Sunday, August 1, 2010

Last Few Days

Well, I was leaving my GRE practice test on Madison & 42nd street and walked straight out into the Pakistan Independence Day parade. It seemed wonderfully cyclical for this to happen in my last week given that the very first day I came to NYC when I got horribly lost and caught up in a Gay Rights parade. The interesting thing about NYC is that it functions as a highly stimulated microcosm of the intercultural nature of all of America. From Gay Rights to Pakistan Independence (and bless poor Pakistan for all the beatings they’ve taken this summer from floods to crashes to simply being in Pakistan), New York makes it impossible to not have an intercultural experience.



However, I truly feel, as someone who has already traveled abroad to Mexico and the UK with parents who’ve been even farther, as someone who can hardly call a night in a gay bar as an intercultural experience and who already enjoys exploring any new restaurant or food or neighborhood I can without qualms or shyness about striking up a conversation with the clerk or the waitress – just today, I tried out this new Indian spice shop called “Spice Corner & Halal Meat,” and just for asking the clerk how his day was going he kept giving me free Indian candies and cookies to try out (it was phenomenal!) – I find it problematic to simply say that my experiences here in NYC (outside of my class work) were somehow more or less intercultural than many of the experiences I’ve had in London or Edinburgh or Dallas or Austin or Monterey or San Antonio or Juarez, Mexico – simply the cultural differences between Texas and New York have been staggering and it has all made me realize just how intercultural America is as a whole and that just speaking with my classmates has taught me more about how to handle and humble myself in the face of other cultures and cultural norms than I ever anticipated. A person could rule this city simply by being polite. I can’t list you all the times I’ve had people thank me or ask where I was from or offer me free things simply for inquiring after their days or for thanking them, talking with them. Also, the pace change is absolutely monstrous. I know I typed a bit about this in a previous blog entry but it really was a relief to hear someone else say what I’d been hoping and wondering and suffering:

The Culture of Rush, of always having to be doing something, is a destructive cycle that is socially reproduced by all New Yorkers – a pressure that if you aren’t constantly moving or checking your watch or doing something or out and about then clearly you are wasting your time and should feel friendless and lonely and pitiable for so sadly pissing away your time.

And having always lived in the South, I suppose, and in the suburbs from the suburbs of Durham in North Carolina to Kentucky to Texas, and with my much more laid back parents and the casualness of SU – I was thoroughly unprepared for this change, even with all of my time spent in Austin or Dallas or London – it very much has struck home to me that urban culture is something that must be lived in order to be felt or understood. It has also struck home to me how and why urban environments seem (and usually are) inherently more intercultural than suburban areas. This is really what my entire course has been over, I suppose. Understanding why cultural enclaves exist within urban centers and why the suburbs remain largely white – and it’s all to do with entrapment, redlining, block busting, inherited wealth or inherited poverty, transportation issues, environmental racism, and – a term I actually came up with myself – ecological redlining (along with a whole score of other systematic prejudices). And in this way, I’ve learned, that my urban experience and my intercultural experiences are really inextricably interrelated.

Tomorrow after class I have a meeting with a literary agent (I can’t wait!!) and then we’re going on a class field trip through some parks and neighborhoods – the details aren’t clear yet, but I’ll absolutely be posting about what happens there – and I’m also planning, at some point, to visit a sex shop because, as Dr. G has pointed out to our Paideia cohort before as well as to her Human Sexuality classes, that can be an intercultural experience all on its own. And, to be honest, I’ve never been in one before because it makes me uncomfortable. So, we’ll see what happens.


Present each line of the entries below that holds the word "this".

### MATERIALS PROVIDED
:::::
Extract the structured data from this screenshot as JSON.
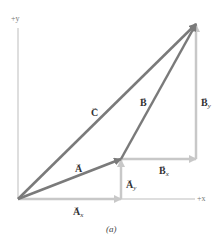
{
  "diagram": {
    "caption": "(a)",
    "axes": {
      "x_label": "+x",
      "y_label": "+y"
    },
    "vectors": [
      {
        "name": "A",
        "label": "A",
        "from": [
          18,
          199
        ],
        "to": [
          121,
          159
        ],
        "color": "#7a7a7a"
      },
      {
        "name": "B",
        "label": "B",
        "from": [
          121,
          159
        ],
        "to": [
          196,
          24
        ],
        "color": "#7a7a7a"
      },
      {
        "name": "C",
        "label": "C",
        "from": [
          18,
          199
        ],
        "to": [
          196,
          24
        ],
        "color": "#7a7a7a"
      }
    ],
    "components": [
      {
        "name": "Ax",
        "label": "A",
        "subscript": "x"
      },
      {
        "name": "Ay",
        "label": "A",
        "subscript": "y"
      },
      {
        "name": "Bx",
        "label": "B",
        "subscript": "x"
      },
      {
        "name": "By",
        "label": "B",
        "subscript": "y"
      }
    ],
    "colors": {
      "vector": "#7a7a7a",
      "component": "#c8c8c8",
      "axis": "#bdbdbd"
    }
  }
}
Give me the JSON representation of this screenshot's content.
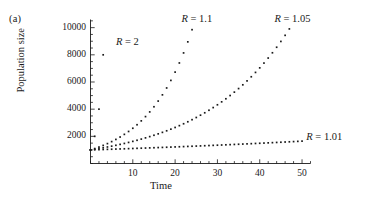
{
  "figure": {
    "panel_label": "(a)",
    "background_color": "#ffffff",
    "ink_color": "#1a1a1a"
  },
  "chart_data": {
    "type": "scatter",
    "title": "",
    "subtitle": "",
    "xlabel": "Time",
    "ylabel": "Population size",
    "xlim": [
      0,
      52
    ],
    "ylim": [
      0,
      10600
    ],
    "grid": false,
    "legend_position": "inline-annotations",
    "marker": "small-square-dot",
    "x_ticks": [
      10,
      20,
      30,
      40,
      50
    ],
    "x_tick_labels": [
      "10",
      "20",
      "30",
      "40",
      "50"
    ],
    "x_minor_tick_step": 2,
    "y_ticks": [
      2000,
      4000,
      6000,
      8000,
      10000
    ],
    "y_tick_labels": [
      "2000",
      "4000",
      "6000",
      "8000",
      "10000"
    ],
    "y_minor_tick_step": 500,
    "initial_population": 1000,
    "model": "N(t) = 1000 * R^t",
    "series": [
      {
        "name": "R = 2",
        "label_text": "R = 2",
        "label_r": "R",
        "label_eq": "= 2",
        "R": 2,
        "label_x": 6.0,
        "label_y": 8900,
        "x": [
          0,
          1,
          2,
          3
        ],
        "values": [
          1000,
          2000,
          4000,
          8000
        ]
      },
      {
        "name": "R = 1.1",
        "label_text": "R = 1.1",
        "label_r": "R",
        "label_eq": "= 1.1",
        "R": 1.1,
        "label_x": 21.5,
        "label_y": 10550,
        "x": [
          0,
          1,
          2,
          3,
          4,
          5,
          6,
          7,
          8,
          9,
          10,
          11,
          12,
          13,
          14,
          15,
          16,
          17,
          18,
          19,
          20,
          21,
          22,
          23,
          24
        ],
        "values": [
          1000,
          1100,
          1210,
          1331,
          1464,
          1611,
          1772,
          1949,
          2144,
          2358,
          2594,
          2853,
          3138,
          3452,
          3797,
          4177,
          4595,
          5054,
          5560,
          6116,
          6727,
          7400,
          8140,
          8954,
          9850
        ]
      },
      {
        "name": "R = 1.05",
        "label_text": "R = 1.05",
        "label_r": "R",
        "label_eq": "= 1.05",
        "R": 1.05,
        "label_x": 43.5,
        "label_y": 10550,
        "x": [
          0,
          1,
          2,
          3,
          4,
          5,
          6,
          7,
          8,
          9,
          10,
          11,
          12,
          13,
          14,
          15,
          16,
          17,
          18,
          19,
          20,
          21,
          22,
          23,
          24,
          25,
          26,
          27,
          28,
          29,
          30,
          31,
          32,
          33,
          34,
          35,
          36,
          37,
          38,
          39,
          40,
          41,
          42,
          43,
          44,
          45,
          46,
          47
        ],
        "values": [
          1000,
          1050,
          1103,
          1158,
          1216,
          1276,
          1340,
          1407,
          1477,
          1551,
          1629,
          1710,
          1796,
          1886,
          1980,
          2079,
          2183,
          2292,
          2407,
          2527,
          2653,
          2786,
          2925,
          3072,
          3225,
          3386,
          3556,
          3733,
          3920,
          4116,
          4322,
          4538,
          4765,
          5003,
          5253,
          5516,
          5792,
          6081,
          6385,
          6705,
          7040,
          7392,
          7762,
          8150,
          8557,
          8985,
          9434,
          9906
        ]
      },
      {
        "name": "R = 1.01",
        "label_text": "R = 1.01",
        "label_r": "R",
        "label_eq": "= 1.01",
        "R": 1.01,
        "label_x": 51.0,
        "label_y": 1900,
        "x": [
          0,
          1,
          2,
          3,
          4,
          5,
          6,
          7,
          8,
          9,
          10,
          11,
          12,
          13,
          14,
          15,
          16,
          17,
          18,
          19,
          20,
          21,
          22,
          23,
          24,
          25,
          26,
          27,
          28,
          29,
          30,
          31,
          32,
          33,
          34,
          35,
          36,
          37,
          38,
          39,
          40,
          41,
          42,
          43,
          44,
          45,
          46,
          47,
          48,
          49,
          50
        ],
        "values": [
          1000,
          1010,
          1020,
          1030,
          1041,
          1051,
          1062,
          1072,
          1083,
          1094,
          1105,
          1116,
          1127,
          1138,
          1149,
          1161,
          1173,
          1184,
          1196,
          1208,
          1220,
          1232,
          1245,
          1257,
          1270,
          1282,
          1295,
          1308,
          1321,
          1335,
          1348,
          1361,
          1375,
          1389,
          1403,
          1417,
          1431,
          1445,
          1460,
          1475,
          1489,
          1504,
          1520,
          1535,
          1550,
          1566,
          1582,
          1597,
          1613,
          1630,
          1647
        ]
      }
    ]
  }
}
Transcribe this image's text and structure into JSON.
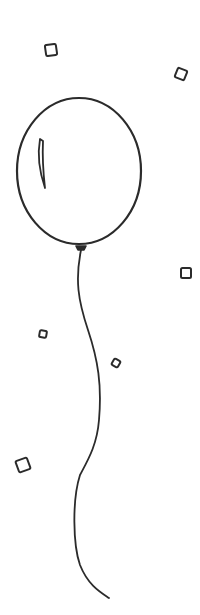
{
  "illustration": {
    "subject": "balloon with confetti",
    "stroke_color": "#2b2b2b",
    "background_color": "#ffffff",
    "balloon": {
      "cx": 79,
      "cy": 171,
      "rx": 62,
      "ry": 73
    },
    "confetti": [
      {
        "x": 51,
        "y": 50,
        "size": 11,
        "rotate": -8
      },
      {
        "x": 181,
        "y": 74,
        "size": 10,
        "rotate": 22
      },
      {
        "x": 186,
        "y": 273,
        "size": 10,
        "rotate": 0
      },
      {
        "x": 43,
        "y": 334,
        "size": 7,
        "rotate": 10
      },
      {
        "x": 116,
        "y": 363,
        "size": 7,
        "rotate": 30
      },
      {
        "x": 23,
        "y": 465,
        "size": 12,
        "rotate": -20
      }
    ]
  }
}
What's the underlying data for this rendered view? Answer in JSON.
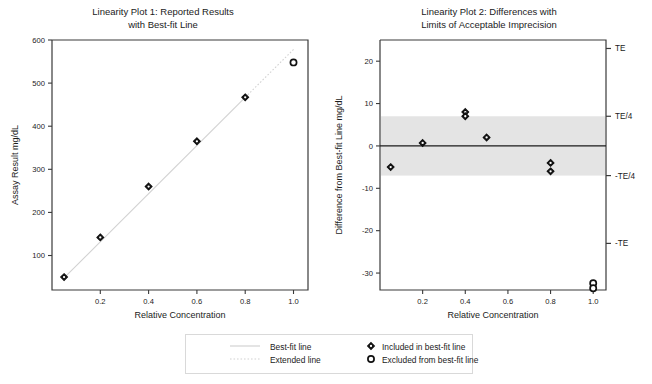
{
  "figure": {
    "width": 652,
    "height": 384,
    "background": "#ffffff"
  },
  "legend": {
    "items": [
      {
        "label": "Best-fit line",
        "marker": "solid-line-swatch"
      },
      {
        "label": "Extended line",
        "marker": "dotted-line-swatch"
      },
      {
        "label": "Included in best-fit line",
        "marker": "filled-diamond-swatch"
      },
      {
        "label": "Excluded from best-fit line",
        "marker": "open-circle-swatch"
      }
    ]
  },
  "colors": {
    "axis": "#3a3a3a",
    "text": "#1b1b1b",
    "marker_included": "#111111",
    "marker_excluded": "#111111",
    "fit_line": "#d2d2d2",
    "extended_line": "#d2d2d2",
    "band_fill": "#e4e4e4",
    "zero_line": "#1b1b1b",
    "legend_border": "#d9d9d9"
  },
  "chart_data": [
    {
      "type": "scatter",
      "id": "linearity-plot-1",
      "title": "Linearity Plot 1:  Reported Results\nwith Best-fit Line",
      "xlabel": "Relative Concentration",
      "ylabel": "Assay Result mg/dL",
      "xlim": [
        0.0,
        1.06
      ],
      "ylim": [
        20,
        600
      ],
      "xticks": [
        0.2,
        0.4,
        0.6,
        0.8,
        1.0
      ],
      "xticklabels": [
        "0.2",
        "0.4",
        "0.6",
        "0.8",
        "1.0"
      ],
      "yticks": [
        100,
        200,
        300,
        400,
        500,
        600
      ],
      "yticklabels": [
        "100",
        "200",
        "300",
        "400",
        "500",
        "600"
      ],
      "grid": false,
      "legend_position": "below-figure",
      "series": [
        {
          "name": "Included in best-fit line",
          "marker": "filled-diamond",
          "x": [
            0.05,
            0.2,
            0.4,
            0.6,
            0.8
          ],
          "y": [
            50,
            142,
            260,
            365,
            467
          ]
        },
        {
          "name": "Excluded from best-fit line",
          "marker": "open-circle",
          "x": [
            1.0
          ],
          "y": [
            548
          ]
        }
      ],
      "lines": [
        {
          "name": "Best-fit line",
          "style": "solid",
          "x": [
            0.05,
            0.8
          ],
          "y": [
            48,
            467
          ]
        },
        {
          "name": "Extended line",
          "style": "dotted",
          "x": [
            0.8,
            1.0
          ],
          "y": [
            467,
            578
          ]
        }
      ]
    },
    {
      "type": "scatter",
      "id": "linearity-plot-2",
      "title": "Linearity Plot 2: Differences with\nLimits of Acceptable Imprecision",
      "xlabel": "Relative Concentration",
      "ylabel": "Difference from Best-fit Line mg/dL",
      "xlim": [
        0.0,
        1.06
      ],
      "ylim": [
        -34,
        25
      ],
      "xticks": [
        0.2,
        0.4,
        0.6,
        0.8,
        1.0
      ],
      "xticklabels": [
        "0.2",
        "0.4",
        "0.6",
        "0.8",
        "1.0"
      ],
      "yticks": [
        20,
        10,
        0,
        -10,
        -20,
        -30
      ],
      "yticklabels": [
        "20",
        "10",
        "0",
        "-10",
        "-20",
        "-30"
      ],
      "right_axis_ticks": [
        23,
        7,
        -7,
        -23
      ],
      "right_axis_ticklabels": [
        "TE",
        "TE/4",
        "-TE/4",
        "-TE"
      ],
      "grid": false,
      "zero_line": 0,
      "shaded_band": {
        "label": "Limits of Acceptable Imprecision",
        "from": -7,
        "to": 7
      },
      "series": [
        {
          "name": "Included in best-fit line",
          "marker": "filled-diamond",
          "x": [
            0.05,
            0.2,
            0.4,
            0.4,
            0.5,
            0.8,
            0.8
          ],
          "y": [
            -5,
            0.7,
            8,
            7,
            2,
            -4,
            -6
          ]
        },
        {
          "name": "Excluded from best-fit line",
          "marker": "open-circle",
          "x": [
            1.0,
            1.0
          ],
          "y": [
            -32.4,
            -33.6
          ]
        }
      ]
    }
  ]
}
:::::
### ANSWER SPACE
Extract the structured data from this screenshot as JSON.
Give me the JSON representation of this screenshot's content.
Transcribe this image's text and structure into JSON.
What's the underlying data for this rendered view? Answer in JSON.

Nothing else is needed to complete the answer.